AI Article Synopsis

  • MRI acquisition is prone to motion artifacts, which can cause significant scanning issues like blurring and ghosting, often requiring rescans.
  • Recent developments in AI-based reconstruction techniques aim to enhance MRI efficiency but typically assume no patient movement.
  • A new deep learning model was created to detect and quantify motion artifacts in brain MRI, achieving high accuracy rates in distinguishing between motion-corrupted and motion-free scans, and allowing adjustments in reconstruction methods based on detected motion.

Article Abstract

Background: Magnetic Resonance acquisition is a time consuming process, making it susceptible to patient motion during scanning. Even motion in the order of a millimeter can introduce severe blurring and ghosting artifacts, potentially necessitating re-acquisition. Magnetic Resonance Imaging (MRI) can be accelerated by acquiring only a fraction of k-space, combined with advanced reconstruction techniques leveraging coil sensitivity profiles and prior knowledge. Artificial intelligence (AI)-based reconstruction techniques have recently been popularized, but generally assume an ideal setting without intra-scan motion.

Purpose: To retrospectively detect and quantify the severity of motion artifacts in undersampled MRI data. This may prove valuable as a safety mechanism for AI-based approaches, provide useful information to the reconstruction method, or prompt for re-acquisition while the patient is still in the scanner.

Methods: We developed a deep learning approach that detects and quantifies motion artifacts in undersampled brain MRI. We demonstrate that synthetically motion-corrupted data can be leveraged to train the convolutional neural network (CNN)-based motion artifact estimator, generalizing well to real-world data. Additionally, we leverage the motion artifact estimator by using it as a selector for a motion-robust reconstruction model in case a considerable amount of motion was detected, and a high data consistency model otherwise.

Results: Training and validation were performed on 4387 and 1304 synthetically motion-corrupted images and their uncorrupted counterparts, respectively. Testing was performed on undersampled in vivo motion-corrupted data from 28 volunteers, where our model distinguished head motion from motion-free scans with 91% and 96% accuracy when trained on synthetic and on real data, respectively. It predicted a manually defined quality label ('Good', 'Medium' or 'Bad' quality) correctly in 76% and 85% of the time when trained on synthetic and real data, respectively. When used as a selector it selected the appropriate reconstruction network 93% of the time, achieving near optimal SSIM values.

Conclusions: The proposed method quantified motion artifact severity in undersampled MRI data with high accuracy, enabling real-time motion artifact detection that can help improve the safety and quality of AI-based reconstructions.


- _WORK REQUIRED_:
The answer must consist of every line from the entries below that contains the word "rounded".

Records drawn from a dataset
BEGIN

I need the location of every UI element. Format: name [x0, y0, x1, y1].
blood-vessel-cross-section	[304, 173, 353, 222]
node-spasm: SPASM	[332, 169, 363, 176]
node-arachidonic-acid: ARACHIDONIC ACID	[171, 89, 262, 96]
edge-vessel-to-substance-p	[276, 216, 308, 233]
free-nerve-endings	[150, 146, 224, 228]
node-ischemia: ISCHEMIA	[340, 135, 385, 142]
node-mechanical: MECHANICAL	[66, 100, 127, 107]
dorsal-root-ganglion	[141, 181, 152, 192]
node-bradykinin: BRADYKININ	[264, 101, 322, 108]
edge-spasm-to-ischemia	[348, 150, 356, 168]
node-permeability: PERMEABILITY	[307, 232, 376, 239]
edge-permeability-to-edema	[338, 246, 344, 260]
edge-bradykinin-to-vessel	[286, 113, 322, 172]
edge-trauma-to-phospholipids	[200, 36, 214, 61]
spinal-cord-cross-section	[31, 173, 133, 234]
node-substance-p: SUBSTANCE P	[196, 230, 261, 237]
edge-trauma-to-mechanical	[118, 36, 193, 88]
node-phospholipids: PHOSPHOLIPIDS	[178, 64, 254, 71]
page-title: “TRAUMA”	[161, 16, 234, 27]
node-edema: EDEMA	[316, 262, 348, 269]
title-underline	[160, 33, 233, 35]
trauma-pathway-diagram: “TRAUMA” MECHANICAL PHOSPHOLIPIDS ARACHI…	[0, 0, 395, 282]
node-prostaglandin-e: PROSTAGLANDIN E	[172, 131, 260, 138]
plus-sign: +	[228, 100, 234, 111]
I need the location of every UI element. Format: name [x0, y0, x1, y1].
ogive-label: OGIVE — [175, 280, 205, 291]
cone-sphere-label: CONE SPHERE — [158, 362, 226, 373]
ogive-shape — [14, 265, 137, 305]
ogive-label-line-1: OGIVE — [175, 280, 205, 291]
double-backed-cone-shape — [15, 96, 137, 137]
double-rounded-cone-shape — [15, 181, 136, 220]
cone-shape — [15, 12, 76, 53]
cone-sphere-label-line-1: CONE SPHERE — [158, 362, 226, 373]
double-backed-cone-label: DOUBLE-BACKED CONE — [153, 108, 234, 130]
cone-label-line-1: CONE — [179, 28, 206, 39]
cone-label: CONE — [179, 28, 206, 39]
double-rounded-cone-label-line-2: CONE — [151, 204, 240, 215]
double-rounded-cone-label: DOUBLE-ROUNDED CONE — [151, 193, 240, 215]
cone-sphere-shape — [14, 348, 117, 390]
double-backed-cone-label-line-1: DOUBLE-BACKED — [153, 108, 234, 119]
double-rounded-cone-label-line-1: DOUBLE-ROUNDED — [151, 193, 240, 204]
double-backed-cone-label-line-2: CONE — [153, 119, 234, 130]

END
BEGIN

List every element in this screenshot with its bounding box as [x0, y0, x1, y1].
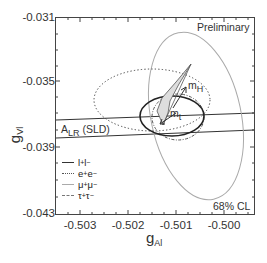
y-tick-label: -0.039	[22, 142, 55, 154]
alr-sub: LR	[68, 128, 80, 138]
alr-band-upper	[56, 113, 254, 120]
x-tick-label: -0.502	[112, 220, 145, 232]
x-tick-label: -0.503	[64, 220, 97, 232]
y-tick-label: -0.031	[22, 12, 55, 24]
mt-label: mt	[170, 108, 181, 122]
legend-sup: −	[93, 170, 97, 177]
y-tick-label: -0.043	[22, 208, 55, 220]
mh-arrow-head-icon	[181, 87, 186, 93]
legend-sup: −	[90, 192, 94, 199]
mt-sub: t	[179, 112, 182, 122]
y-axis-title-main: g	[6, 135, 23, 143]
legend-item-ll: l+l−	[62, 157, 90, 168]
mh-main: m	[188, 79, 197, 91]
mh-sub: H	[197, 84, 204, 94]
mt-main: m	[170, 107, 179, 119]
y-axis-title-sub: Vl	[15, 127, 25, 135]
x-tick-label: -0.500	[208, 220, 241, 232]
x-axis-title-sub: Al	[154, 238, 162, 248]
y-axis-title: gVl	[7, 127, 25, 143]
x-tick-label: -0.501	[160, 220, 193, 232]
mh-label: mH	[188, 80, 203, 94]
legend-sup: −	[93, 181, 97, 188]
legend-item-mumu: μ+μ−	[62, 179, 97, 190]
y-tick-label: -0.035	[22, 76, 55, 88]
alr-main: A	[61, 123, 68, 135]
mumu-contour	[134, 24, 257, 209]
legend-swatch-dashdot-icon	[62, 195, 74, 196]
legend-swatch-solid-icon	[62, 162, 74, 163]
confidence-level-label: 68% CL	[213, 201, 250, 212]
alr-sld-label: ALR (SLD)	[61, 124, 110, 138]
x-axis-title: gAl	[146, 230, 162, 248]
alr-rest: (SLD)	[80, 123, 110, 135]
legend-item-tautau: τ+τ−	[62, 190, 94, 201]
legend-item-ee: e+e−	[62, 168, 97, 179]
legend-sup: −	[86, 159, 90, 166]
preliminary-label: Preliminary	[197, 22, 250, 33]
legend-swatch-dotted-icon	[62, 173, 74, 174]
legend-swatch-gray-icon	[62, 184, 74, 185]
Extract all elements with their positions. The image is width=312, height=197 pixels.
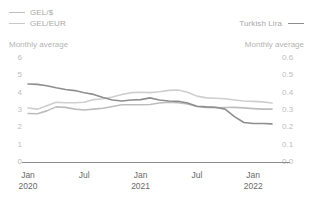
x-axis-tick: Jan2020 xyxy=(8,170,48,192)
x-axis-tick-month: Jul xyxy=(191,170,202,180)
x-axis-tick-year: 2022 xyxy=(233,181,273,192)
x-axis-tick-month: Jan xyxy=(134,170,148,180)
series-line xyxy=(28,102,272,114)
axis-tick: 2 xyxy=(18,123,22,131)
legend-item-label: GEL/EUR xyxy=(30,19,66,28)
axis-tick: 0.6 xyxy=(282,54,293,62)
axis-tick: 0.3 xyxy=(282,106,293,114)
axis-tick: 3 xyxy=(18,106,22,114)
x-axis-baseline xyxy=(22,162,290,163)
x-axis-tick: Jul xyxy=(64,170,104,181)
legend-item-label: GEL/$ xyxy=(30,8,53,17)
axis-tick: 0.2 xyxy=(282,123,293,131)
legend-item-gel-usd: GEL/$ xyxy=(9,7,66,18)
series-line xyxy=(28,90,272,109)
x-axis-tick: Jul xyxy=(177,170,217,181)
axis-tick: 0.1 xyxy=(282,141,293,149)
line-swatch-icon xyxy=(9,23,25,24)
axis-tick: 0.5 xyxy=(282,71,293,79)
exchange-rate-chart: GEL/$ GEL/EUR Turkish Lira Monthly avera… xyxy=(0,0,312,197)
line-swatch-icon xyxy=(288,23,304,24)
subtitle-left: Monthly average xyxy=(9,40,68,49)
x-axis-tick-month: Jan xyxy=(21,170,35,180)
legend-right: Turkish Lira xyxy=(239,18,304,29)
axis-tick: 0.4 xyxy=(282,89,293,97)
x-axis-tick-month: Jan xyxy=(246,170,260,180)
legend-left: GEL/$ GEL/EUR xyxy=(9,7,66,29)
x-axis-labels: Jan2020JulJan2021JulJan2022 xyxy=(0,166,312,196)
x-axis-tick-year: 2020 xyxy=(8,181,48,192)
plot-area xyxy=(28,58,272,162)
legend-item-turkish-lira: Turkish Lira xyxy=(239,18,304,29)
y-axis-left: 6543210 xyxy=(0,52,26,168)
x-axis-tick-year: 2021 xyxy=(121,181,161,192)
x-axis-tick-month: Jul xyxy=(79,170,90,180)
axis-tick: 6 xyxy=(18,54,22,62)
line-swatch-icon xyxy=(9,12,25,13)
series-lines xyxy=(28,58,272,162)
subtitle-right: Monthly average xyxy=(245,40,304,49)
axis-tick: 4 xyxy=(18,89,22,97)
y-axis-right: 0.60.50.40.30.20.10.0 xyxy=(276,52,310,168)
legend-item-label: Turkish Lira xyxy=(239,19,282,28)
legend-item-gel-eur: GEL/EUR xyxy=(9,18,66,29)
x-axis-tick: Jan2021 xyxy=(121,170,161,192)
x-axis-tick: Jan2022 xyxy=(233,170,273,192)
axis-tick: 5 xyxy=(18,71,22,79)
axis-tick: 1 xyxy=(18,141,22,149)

END
BEGIN

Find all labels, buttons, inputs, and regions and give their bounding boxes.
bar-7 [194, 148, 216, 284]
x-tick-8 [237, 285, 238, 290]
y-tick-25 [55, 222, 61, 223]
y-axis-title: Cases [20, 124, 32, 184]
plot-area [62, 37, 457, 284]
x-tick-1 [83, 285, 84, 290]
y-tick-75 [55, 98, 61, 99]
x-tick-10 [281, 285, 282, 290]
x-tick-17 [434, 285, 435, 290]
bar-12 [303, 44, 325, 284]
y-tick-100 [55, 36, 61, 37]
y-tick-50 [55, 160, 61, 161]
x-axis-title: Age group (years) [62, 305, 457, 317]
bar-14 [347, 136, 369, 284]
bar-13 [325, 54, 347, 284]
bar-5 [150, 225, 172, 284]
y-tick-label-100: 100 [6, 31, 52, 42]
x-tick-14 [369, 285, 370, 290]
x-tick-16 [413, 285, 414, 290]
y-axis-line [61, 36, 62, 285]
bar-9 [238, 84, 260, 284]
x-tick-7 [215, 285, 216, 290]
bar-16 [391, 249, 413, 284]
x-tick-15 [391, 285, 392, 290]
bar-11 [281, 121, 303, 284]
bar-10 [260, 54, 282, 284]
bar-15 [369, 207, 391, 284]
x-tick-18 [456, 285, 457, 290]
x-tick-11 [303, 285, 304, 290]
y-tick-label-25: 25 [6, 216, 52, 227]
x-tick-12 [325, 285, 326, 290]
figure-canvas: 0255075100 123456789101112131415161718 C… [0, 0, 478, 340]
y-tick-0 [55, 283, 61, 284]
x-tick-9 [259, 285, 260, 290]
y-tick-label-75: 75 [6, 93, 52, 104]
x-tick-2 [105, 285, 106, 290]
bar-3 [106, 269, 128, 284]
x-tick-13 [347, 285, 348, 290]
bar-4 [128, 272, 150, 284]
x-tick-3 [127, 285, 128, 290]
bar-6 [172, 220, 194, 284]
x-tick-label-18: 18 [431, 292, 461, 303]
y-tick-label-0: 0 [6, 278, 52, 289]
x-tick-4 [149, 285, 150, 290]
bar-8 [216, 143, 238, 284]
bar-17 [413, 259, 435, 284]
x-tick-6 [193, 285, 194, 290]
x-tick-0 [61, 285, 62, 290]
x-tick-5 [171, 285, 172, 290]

END

- _ANSWER SECTION_:
double-rounded-cone-shape — [15, 181, 136, 220]
double-rounded-cone-label-line-2: CONE — [151, 204, 240, 215]
double-rounded-cone-label: DOUBLE-ROUNDED CONE — [151, 193, 240, 215]
double-rounded-cone-label-line-1: DOUBLE-ROUNDED — [151, 193, 240, 204]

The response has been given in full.